Cary Lee Peterson, the creator of a super PAC that claimed to support Sen. Bernie Sanders of Vermont in his Democratic presidential bid, was arrested and charged with securities fraud last week. That’s a good thing, because Peterson is a prime example of the blatant fraud that goes on in the Age of Dark Political Money.
According to court documents, Peterson filed false quarterly and annual reports with the U.S. Securities and Exchange Commission in 2012 and 2013 that said the company, RVPlus, had a green energy contract worth $1.8 billion with a ministry of Katsina state in Nigeria.
In addition, the company also reported in SEC filings that it had deals with the Liberian and Haitian governments, records show. The records indicated the company had millions of dollars in accounts receivable.
You can read the charges here. Essentially, Peterson is accused of using fake profits to sell fake company stock, using fake news about fake ‘green energy’ deals in Africa and Haiti. The United Nations demanded that Peterson stop claiming his company was an “affiliate” of the U.N. Convention on Climate Change in order to inflate his fake market. Because his fakery was apparently endless, the Securities Exchange Commission has also filed a civil action.
Peterson had also been in the news last year for his political action committee Americans Socially United, which originally operated as Bet on Bernie 2016. Peterson ignored two cease-and-desist notices from Bernie 2016 Inc., the candidate’s official campaign committee, regarding Peterson’s online fundraising, organization name, and use of official logo designs. But he had to comply with Federal Election Commission rules that prohibit candidates’ names from appearing in PAC names — one of the few regulations that the FEC is still able to enforce.
Peterson reportedly managed to trick James Bond star Daniel Craig into making a $47,300 contribution to Bet on Bernie 2016, but he was hardly the only victim of the scheme.
According to the FEC, the Americans Socially United committee filed one report, in September of last year, saying it raised about $90,000 in contributions through June, much of it in the form of “in-kind” donations where services are contributed instead of cash. It also returned $54,000 to donors, listing explanations that payments had the “incorrect payee name” or that donors were not U.S. citizens. It has not filed any subsequent reports.
The Center for Public Integrity talked to other donors who thought they were donating to help the Sanders Campaign. But unlike Peterson’s securities fraud, the ‘pro-Sanders’ super PAC scam was completely legal. Remember, political action committees get to spend unlimited sums in support of a candidate as long as they do not coordinate that spending with the actual campaign. And because the candidate is not supposed to influence the PAC, there’s no rule that requires PACs to actually spend their money on the candidates they ostensibly support. They can pretty much do what they like with it.
Ben Carson encountered this phenomenon last year when super PACs pretended to boost his campaign.
Two independent super PACs designed to help Carson are instead competing directly with Carson’s campaign for donations and volunteers, while campaign chairman Terry Giles resigned last month with the intention of forming a third super PAC.
Giles said he intends to try to convince the other two super PACs, called Run Ben Run and One Vote, to cease operations so that all outside efforts can be coordinated through the new group. But with Carson’s brand a galvanizing force on the right, there are potentially millions of dollars to be raised off his name, and the other super PACs are said to be reluctant to shut down.
“They are going after the same small donors, and we’ve simply got to figure this out or else we are going up against each other the whole time,” Giles said. “I’m planning to sit down with them and explain that.”
Bear in mind that Carson was the clear winner in the donor game last year, raising more hard money than any other candidate. Yet rather than invest in staff or GOTV efforts, he spent much of it on building direct mail lists, which is a great way to make money later, but a terrible way to build electoral momentum now. Consultants also enriched themselves through his campaign by using connected vendors.
Cary Lee Peterson was operating within a system that was purposefully designed to allow this sort of crass political profiteering. A handful of professionals like Dan Backer have worked hard to render the FEC incapable of regulation or enforcement. Backer, whose past legal handiwork includes the Supreme Court decisions that created ‘hybrid super PACs’ and raised limits on contributions to candidates, constantly pushes the envelope — for example, by fighting to circumvent the rule against candidate names appearing in PAC names.
Conducted in the name of free speech (because money is speech), this libertarian paradigm is making it possible for future Petersons to run their confidence schemes in broad daylight, on both sides of the street, unafraid of the consequences because there are none.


**EXERCISE DETAILS**: Apart from the pictures, the listing is to be returned exactly.

+++ LISTED ENTRIES

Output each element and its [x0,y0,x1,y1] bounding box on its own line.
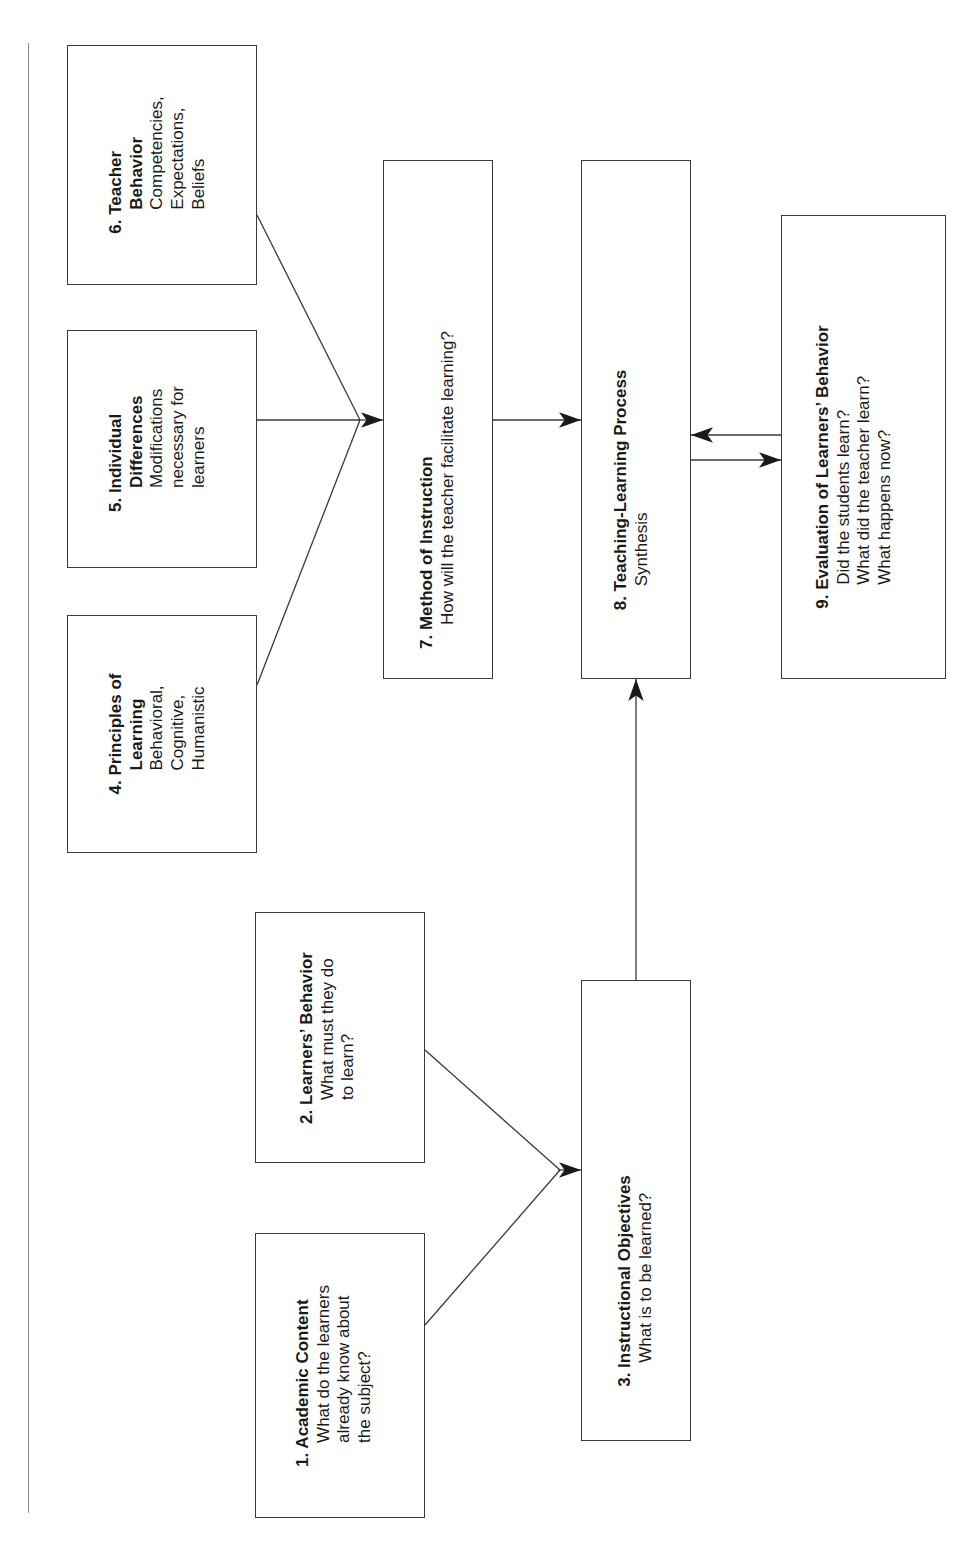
node-7-line-1: How will the teacher facilitate learning… [438,331,459,649]
edge-4-to-7 [257,420,360,685]
node-3-instructional-objectives: 3. Instructional Objectives What is to b… [581,980,691,1441]
node-7-text: 7. Method of Instruction How will the te… [417,331,458,649]
node-2-title: 2. Learners’ Behavior [297,952,318,1124]
node-5-line-2: necessary for [168,386,189,512]
node-2-text: 2. Learners’ Behavior What must they do … [297,952,359,1124]
node-5-title-line-2: Differences [127,386,148,512]
node-7-method-of-instruction: 7. Method of Instruction How will the te… [383,160,493,679]
node-4-line-1: Behavioral, [148,674,169,795]
node-1-line-3: the subject? [355,1285,376,1467]
node-9-evaluation: 9. Evaluation of Learners’ Behavior Did … [781,215,946,679]
node-7-title: 7. Method of Instruction [417,331,438,649]
node-2-line-2: to learn? [338,952,359,1124]
node-4-title-line-1: 4. Principles of [106,674,127,795]
node-5-line-3: learners [189,386,210,512]
node-4-title-line-2: Learning [127,674,148,795]
node-9-line-2: What did the teacher learn? [854,325,875,608]
node-5-title-line-1: 5. Individual [106,386,127,512]
node-1-text: 1. Academic Content What do the learners… [293,1285,376,1467]
node-8-title: 8. Teaching-Learning Process [611,369,632,610]
node-9-line-1: Did the students learn? [833,325,854,608]
node-4-line-3: Humanistic [189,674,210,795]
node-2-learners-behavior: 2. Learners’ Behavior What must they do … [255,912,425,1163]
node-5-individual-differences: 5. Individual Differences Modifications … [67,330,257,568]
edge-6-to-7 [257,215,360,420]
edge-2-to-3 [425,1050,560,1170]
diagram-canvas: 6. Teacher Behavior Competencies, Expect… [0,0,973,1541]
node-5-text: 5. Individual Differences Modifications … [106,386,210,512]
node-8-text: 8. Teaching-Learning Process Synthesis [611,369,652,610]
node-1-title: 1. Academic Content [293,1285,314,1467]
node-6-text: 6. Teacher Behavior Competencies, Expect… [106,96,210,233]
node-1-line-2: already know about [334,1285,355,1467]
node-3-text: 3. Instructional Objectives What is to b… [615,1175,656,1387]
node-5-line-1: Modifications [148,386,169,512]
node-2-line-1: What must they do [318,952,339,1124]
node-9-line-3: What happens now? [874,325,895,608]
edge-1-to-3 [425,1170,560,1325]
node-6-teacher-behavior: 6. Teacher Behavior Competencies, Expect… [67,45,257,285]
node-6-line-2: Expectations, [168,96,189,233]
node-3-line-1: What is to be learned? [636,1175,657,1387]
node-6-title-line-2: Behavior [127,96,148,233]
node-4-text: 4. Principles of Learning Behavioral, Co… [106,674,210,795]
node-1-line-1: What do the learners [313,1285,334,1467]
node-4-line-2: Cognitive, [168,674,189,795]
node-9-title: 9. Evaluation of Learners’ Behavior [812,325,833,608]
node-6-line-1: Competencies, [148,96,169,233]
node-8-teaching-learning-process: 8. Teaching-Learning Process Synthesis [581,160,691,679]
node-6-line-3: Beliefs [189,96,210,233]
node-1-academic-content: 1. Academic Content What do the learners… [255,1233,425,1518]
node-3-title: 3. Instructional Objectives [615,1175,636,1387]
node-9-text: 9. Evaluation of Learners’ Behavior Did … [812,325,895,608]
node-8-line-1: Synthesis [632,369,653,610]
node-6-title-line-1: 6. Teacher [106,96,127,233]
node-4-principles-of-learning: 4. Principles of Learning Behavioral, Co… [67,615,257,853]
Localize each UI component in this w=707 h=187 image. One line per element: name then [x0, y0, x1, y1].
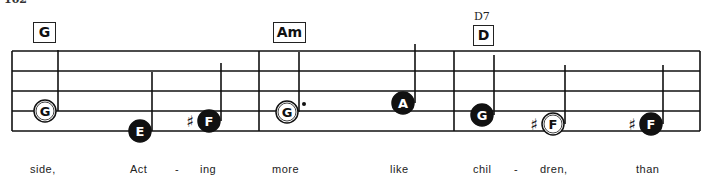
note-f-sharp: F♯	[186, 63, 221, 132]
note-letter: A	[398, 96, 408, 111]
note-letter: G	[40, 104, 51, 119]
sharp-icon: ♯	[530, 115, 538, 134]
note-letter: F	[647, 117, 656, 132]
note-letter: E	[136, 124, 145, 139]
music-staff: GEF♯GAGF♯F♯	[0, 0, 707, 187]
chord-box-d: D	[473, 25, 494, 46]
lyric-syllable: than	[636, 163, 659, 175]
lyric-hyphen: -	[514, 163, 518, 175]
lyric-syllable: side,	[30, 163, 56, 175]
sharp-icon: ♯	[628, 115, 636, 134]
note-letter: F	[205, 114, 214, 129]
note-f-sharp: F♯	[530, 65, 565, 135]
note-a: A	[392, 44, 415, 114]
note-letter: G	[282, 105, 293, 120]
lyric-syllable: more	[272, 163, 299, 175]
note-letter: G	[477, 108, 488, 123]
notes: GEF♯GAGF♯F♯	[34, 44, 663, 142]
lyric-syllable: ing	[200, 163, 216, 175]
lyric-syllable: dren,	[540, 163, 568, 175]
lyric-hyphen: -	[175, 163, 179, 175]
lyric-syllable: Act	[130, 163, 147, 175]
lyric-syllable: like	[390, 163, 409, 175]
staff-lines	[12, 51, 700, 131]
note-letter: F	[549, 117, 558, 132]
sharp-icon: ♯	[186, 112, 194, 131]
dot-icon	[302, 102, 306, 106]
chord-box-am: Am	[273, 22, 306, 43]
note-g: G	[34, 50, 58, 122]
note-e: E	[129, 72, 152, 142]
chord-alt-label: D7	[474, 10, 490, 23]
lyric-syllable: chil	[473, 163, 492, 175]
note-f-sharp: F♯	[628, 65, 663, 135]
note-g: G	[276, 52, 306, 123]
chord-box-g: G	[33, 22, 56, 43]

++++++

**SOLVED EXERCISE**:
Output each element and its [x0,y0,x1,y1] bounding box on its own line.
node-7-line-1: How will the teacher facilitate learning… [438,331,459,649]
edge-4-to-7 [257,420,360,685]
node-3-instructional-objectives: 3. Instructional Objectives What is to b… [581,980,691,1441]
node-7-text: 7. Method of Instruction How will the te… [417,331,458,649]
node-2-title: 2. Learners’ Behavior [297,952,318,1124]
node-5-line-2: necessary for [168,386,189,512]
node-2-text: 2. Learners’ Behavior What must they do … [297,952,359,1124]
node-5-title-line-2: Differences [127,386,148,512]
node-7-method-of-instruction: 7. Method of Instruction How will the te… [383,160,493,679]
node-4-line-1: Behavioral, [148,674,169,795]
node-1-line-3: the subject? [355,1285,376,1467]
node-9-evaluation: 9. Evaluation of Learners’ Behavior Did … [781,215,946,679]
node-7-title: 7. Method of Instruction [417,331,438,649]
node-2-line-2: to learn? [338,952,359,1124]
node-4-title-line-1: 4. Principles of [106,674,127,795]
node-5-line-3: learners [189,386,210,512]
node-4-title-line-2: Learning [127,674,148,795]
node-9-line-2: What did the teacher learn? [854,325,875,608]
node-5-title-line-1: 5. Individual [106,386,127,512]
node-1-text: 1. Academic Content What do the learners… [293,1285,376,1467]
node-8-title: 8. Teaching-Learning Process [611,369,632,610]
node-9-line-1: Did the students learn? [833,325,854,608]
node-4-line-3: Humanistic [189,674,210,795]
node-2-learners-behavior: 2. Learners’ Behavior What must they do … [255,912,425,1163]
node-5-individual-differences: 5. Individual Differences Modifications … [67,330,257,568]
edge-6-to-7 [257,215,360,420]
edge-2-to-3 [425,1050,560,1170]
diagram-canvas: 6. Teacher Behavior Competencies, Expect… [0,0,973,1541]
node-5-text: 5. Individual Differences Modifications … [106,386,210,512]
node-8-text: 8. Teaching-Learning Process Synthesis [611,369,652,610]
node-1-title: 1. Academic Content [293,1285,314,1467]
node-6-text: 6. Teacher Behavior Competencies, Expect… [106,96,210,233]
node-1-line-2: already know about [334,1285,355,1467]
node-3-text: 3. Instructional Objectives What is to b… [615,1175,656,1387]
node-5-line-1: Modifications [148,386,169,512]
node-2-line-1: What must they do [318,952,339,1124]
node-9-line-3: What happens now? [874,325,895,608]
edge-1-to-3 [425,1170,560,1325]
node-6-teacher-behavior: 6. Teacher Behavior Competencies, Expect… [67,45,257,285]
node-6-line-2: Expectations, [168,96,189,233]
node-3-line-1: What is to be learned? [636,1175,657,1387]
node-6-title-line-2: Behavior [127,96,148,233]
node-4-text: 4. Principles of Learning Behavioral, Co… [106,674,210,795]
node-1-line-1: What do the learners [313,1285,334,1467]
node-4-line-2: Cognitive, [168,674,189,795]
node-9-title: 9. Evaluation of Learners’ Behavior [812,325,833,608]
node-6-line-1: Competencies, [148,96,169,233]
node-8-teaching-learning-process: 8. Teaching-Learning Process Synthesis [581,160,691,679]
node-6-line-3: Beliefs [189,96,210,233]
node-1-academic-content: 1. Academic Content What do the learners… [255,1233,425,1518]
node-3-title: 3. Instructional Objectives [615,1175,636,1387]
node-9-text: 9. Evaluation of Learners’ Behavior Did … [812,325,895,608]
node-8-line-1: Synthesis [632,369,653,610]
node-6-title-line-1: 6. Teacher [106,96,127,233]
node-4-principles-of-learning: 4. Principles of Learning Behavioral, Co… [67,615,257,853]
Localize each UI component in this w=707 h=187 image. One line per element: name then [x0, y0, x1, y1].
note-f-sharp: F♯	[186, 63, 221, 132]
note-letter: A	[398, 96, 408, 111]
note-letter: G	[40, 104, 51, 119]
sharp-icon: ♯	[530, 115, 538, 134]
note-letter: F	[647, 117, 656, 132]
note-letter: E	[136, 124, 145, 139]
music-staff: GEF♯GAGF♯F♯	[0, 0, 707, 187]
chord-box-d: D	[473, 25, 494, 46]
lyric-syllable: than	[636, 163, 659, 175]
lyric-hyphen: -	[514, 163, 518, 175]
lyric-syllable: side,	[30, 163, 56, 175]
sharp-icon: ♯	[628, 115, 636, 134]
note-letter: F	[205, 114, 214, 129]
note-f-sharp: F♯	[530, 65, 565, 135]
note-a: A	[392, 44, 415, 114]
note-letter: G	[282, 105, 293, 120]
lyric-syllable: more	[272, 163, 299, 175]
note-letter: G	[477, 108, 488, 123]
notes: GEF♯GAGF♯F♯	[34, 44, 663, 142]
lyric-syllable: ing	[200, 163, 216, 175]
lyric-syllable: dren,	[540, 163, 568, 175]
lyric-hyphen: -	[175, 163, 179, 175]
lyric-syllable: Act	[130, 163, 147, 175]
lyric-syllable: like	[390, 163, 409, 175]
staff-lines	[12, 51, 700, 131]
note-letter: F	[549, 117, 558, 132]
sharp-icon: ♯	[186, 112, 194, 131]
dot-icon	[302, 102, 306, 106]
chord-box-am: Am	[273, 22, 306, 43]
note-g: G	[34, 50, 58, 122]
note-e: E	[129, 72, 152, 142]
chord-alt-label: D7	[474, 10, 490, 23]
lyric-syllable: chil	[473, 163, 492, 175]
note-f-sharp: F♯	[628, 65, 663, 135]
note-g: G	[276, 52, 306, 123]
chord-box-g: G	[33, 22, 56, 43]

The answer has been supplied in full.